British newspaper hallucinates about Latvian penis

Take note – story published 6 years ago

The use of a question as a headline is usually an indicator that the writer lacks the courage of their conviction, and that appears to be the case in a report in the UK press about the possible presence of a phantom penis on stage during Latvia's Eurovision song contest rehearsal.

With a mindset more suggestive of Erosvision than Eurovision, the Metro daily, and more specifically bylined writer Benny Royston asks the question literally no-one else would have thought of asking, and even if they had, would probably think of it as a cause to seek urgent Freudian analysis:

"Did Latvia just use a penis in their Eurovision Song Contest rehearsal?"

We shall skip over the use of the singular 'Latvia' as a collective noun and concentrate on answering this Metro sexual question.

The answer is "No". Hard though it might be to take, there was no Johnson on stage.

Though the band in question, Triana Park, does feature several members, none of them are reproductive organs. Not even the keyboard player.

However, it cannot be denied that the human mind is predisposed to form familiar pictures out of even the most arbitrary collisions of shapes and lines.

What is remarkable in this case history is that the reproductive organ was not only noticed, but that it was then examined in microscopic detail, quite possibly for hours, and yet still no conclusive answer could be provided to the baffling conundrum: "Did Latvia just use a penis in their Eurovision Song Contest rehearsal?"

Temporarily shaking off thoughts of male genitalia for a few moments, the Metro piece then does a fair analysis of Triana Park's song and chances in the Eurovision finals in Kyiv next week, albeit while exhibiting monomaniac repressive tendencies by inserting a few schlong-related puns along the way.

But then, falling prey again to the irresistible nature of the sexual urge that has enabled mankind's spread across the globe from unpromising prehistoric fumblings in Africa to the orgasmic achievements of modern technology which will soon see him thrusting into the cosmos to colonize other worlds, Metro returns to its phallocentric philosophizing by posing another question:

"So, was it a penis?"

More than 100 people have attempted to answer this question. If the poll results can be believed, at the time of writing nearly two thirds of Metro's readership admitted seeing dong.

Meanwhile, Brexit negotiations continue.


▶ [REQUIREMENT]: Among the entries, which lines carry the string "view"? Copy every one.

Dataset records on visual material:
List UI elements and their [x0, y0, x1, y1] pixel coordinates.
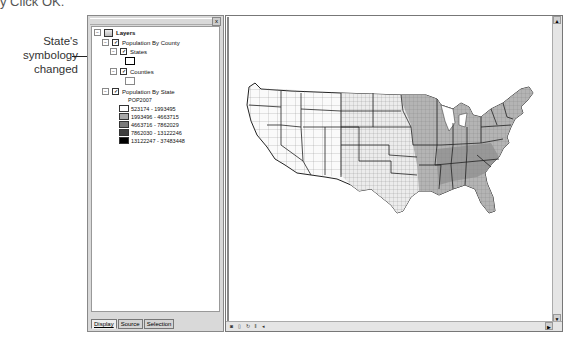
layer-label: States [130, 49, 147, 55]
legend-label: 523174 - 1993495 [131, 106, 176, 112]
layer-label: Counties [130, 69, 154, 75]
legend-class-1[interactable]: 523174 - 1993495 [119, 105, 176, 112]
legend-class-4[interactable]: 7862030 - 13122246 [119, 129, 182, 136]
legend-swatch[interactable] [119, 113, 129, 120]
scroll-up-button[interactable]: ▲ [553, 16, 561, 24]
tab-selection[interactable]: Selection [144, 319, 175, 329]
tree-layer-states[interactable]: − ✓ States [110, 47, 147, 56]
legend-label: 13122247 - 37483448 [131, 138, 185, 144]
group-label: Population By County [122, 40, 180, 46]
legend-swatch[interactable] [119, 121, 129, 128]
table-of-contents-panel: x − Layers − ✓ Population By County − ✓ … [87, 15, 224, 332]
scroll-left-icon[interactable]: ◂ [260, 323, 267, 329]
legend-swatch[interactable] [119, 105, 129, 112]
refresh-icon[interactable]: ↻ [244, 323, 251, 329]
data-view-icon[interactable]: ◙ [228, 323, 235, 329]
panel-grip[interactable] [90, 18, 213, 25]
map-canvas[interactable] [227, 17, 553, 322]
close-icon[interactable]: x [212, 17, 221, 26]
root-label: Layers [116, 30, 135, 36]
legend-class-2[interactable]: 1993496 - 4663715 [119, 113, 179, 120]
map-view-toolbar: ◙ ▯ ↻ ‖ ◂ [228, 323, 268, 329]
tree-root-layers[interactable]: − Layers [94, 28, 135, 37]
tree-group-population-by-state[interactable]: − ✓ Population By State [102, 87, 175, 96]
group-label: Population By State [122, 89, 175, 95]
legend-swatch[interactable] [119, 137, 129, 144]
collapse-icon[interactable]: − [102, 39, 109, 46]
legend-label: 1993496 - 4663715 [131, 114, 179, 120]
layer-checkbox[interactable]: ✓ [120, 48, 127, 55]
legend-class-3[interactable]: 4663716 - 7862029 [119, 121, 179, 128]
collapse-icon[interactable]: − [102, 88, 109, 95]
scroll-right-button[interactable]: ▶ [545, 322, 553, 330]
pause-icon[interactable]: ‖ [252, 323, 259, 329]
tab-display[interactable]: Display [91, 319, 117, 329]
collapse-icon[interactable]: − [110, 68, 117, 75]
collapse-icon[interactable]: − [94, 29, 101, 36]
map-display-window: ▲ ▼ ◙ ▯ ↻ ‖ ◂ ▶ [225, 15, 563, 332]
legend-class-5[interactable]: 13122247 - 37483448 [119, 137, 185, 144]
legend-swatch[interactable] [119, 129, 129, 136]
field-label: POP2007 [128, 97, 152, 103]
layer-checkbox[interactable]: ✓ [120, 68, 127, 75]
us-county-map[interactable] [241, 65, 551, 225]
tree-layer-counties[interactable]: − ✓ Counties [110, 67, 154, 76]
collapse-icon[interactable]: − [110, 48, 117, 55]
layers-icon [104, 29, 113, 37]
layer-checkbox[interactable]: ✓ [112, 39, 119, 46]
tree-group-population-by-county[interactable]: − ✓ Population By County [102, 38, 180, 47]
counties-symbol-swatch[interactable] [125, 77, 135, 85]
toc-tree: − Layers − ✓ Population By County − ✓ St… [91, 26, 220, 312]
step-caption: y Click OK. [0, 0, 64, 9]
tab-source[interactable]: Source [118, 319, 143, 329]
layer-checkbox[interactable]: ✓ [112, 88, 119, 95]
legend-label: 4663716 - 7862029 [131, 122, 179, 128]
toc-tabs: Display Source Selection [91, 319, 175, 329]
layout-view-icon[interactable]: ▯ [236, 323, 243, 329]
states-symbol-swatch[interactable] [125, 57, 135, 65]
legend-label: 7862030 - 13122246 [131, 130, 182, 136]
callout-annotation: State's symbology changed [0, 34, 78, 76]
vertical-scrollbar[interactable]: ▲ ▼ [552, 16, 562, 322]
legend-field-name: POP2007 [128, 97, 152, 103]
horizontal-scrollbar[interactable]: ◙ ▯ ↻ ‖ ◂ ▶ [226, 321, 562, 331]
==
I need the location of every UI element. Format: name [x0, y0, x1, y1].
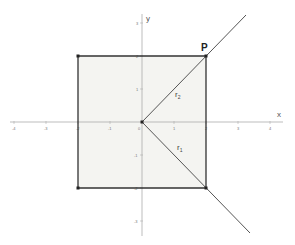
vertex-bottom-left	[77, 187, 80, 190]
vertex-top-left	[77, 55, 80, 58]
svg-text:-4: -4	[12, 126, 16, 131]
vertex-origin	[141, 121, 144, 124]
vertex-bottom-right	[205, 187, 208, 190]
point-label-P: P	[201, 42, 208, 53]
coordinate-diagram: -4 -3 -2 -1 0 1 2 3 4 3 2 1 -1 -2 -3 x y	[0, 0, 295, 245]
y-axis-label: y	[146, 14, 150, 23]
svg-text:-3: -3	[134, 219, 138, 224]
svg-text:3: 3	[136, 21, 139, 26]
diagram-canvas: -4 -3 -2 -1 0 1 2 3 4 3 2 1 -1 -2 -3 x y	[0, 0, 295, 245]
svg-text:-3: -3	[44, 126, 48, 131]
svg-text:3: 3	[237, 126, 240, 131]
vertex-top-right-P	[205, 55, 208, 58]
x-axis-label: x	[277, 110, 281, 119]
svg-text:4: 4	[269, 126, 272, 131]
...
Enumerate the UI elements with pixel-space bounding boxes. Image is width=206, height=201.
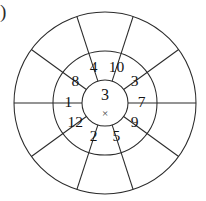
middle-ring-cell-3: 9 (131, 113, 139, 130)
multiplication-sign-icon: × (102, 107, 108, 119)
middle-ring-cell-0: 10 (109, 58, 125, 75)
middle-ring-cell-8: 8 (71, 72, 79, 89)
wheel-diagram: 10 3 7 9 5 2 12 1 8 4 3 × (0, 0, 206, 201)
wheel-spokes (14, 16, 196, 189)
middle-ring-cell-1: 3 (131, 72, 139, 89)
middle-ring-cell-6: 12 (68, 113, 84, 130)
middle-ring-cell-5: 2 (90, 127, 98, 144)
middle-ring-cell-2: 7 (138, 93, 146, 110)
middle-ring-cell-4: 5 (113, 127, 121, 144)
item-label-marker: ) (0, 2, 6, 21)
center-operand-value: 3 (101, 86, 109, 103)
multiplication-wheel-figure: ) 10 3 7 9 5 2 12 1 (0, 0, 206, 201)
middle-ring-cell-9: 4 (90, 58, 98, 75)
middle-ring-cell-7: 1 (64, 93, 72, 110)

▶ [WRITTEN ANSWER]:
data-view-icon[interactable]: ◙ [228, 323, 235, 329]
map-view-toolbar: ◙ ▯ ↻ ‖ ◂ [228, 323, 268, 329]
layout-view-icon[interactable]: ▯ [236, 323, 243, 329]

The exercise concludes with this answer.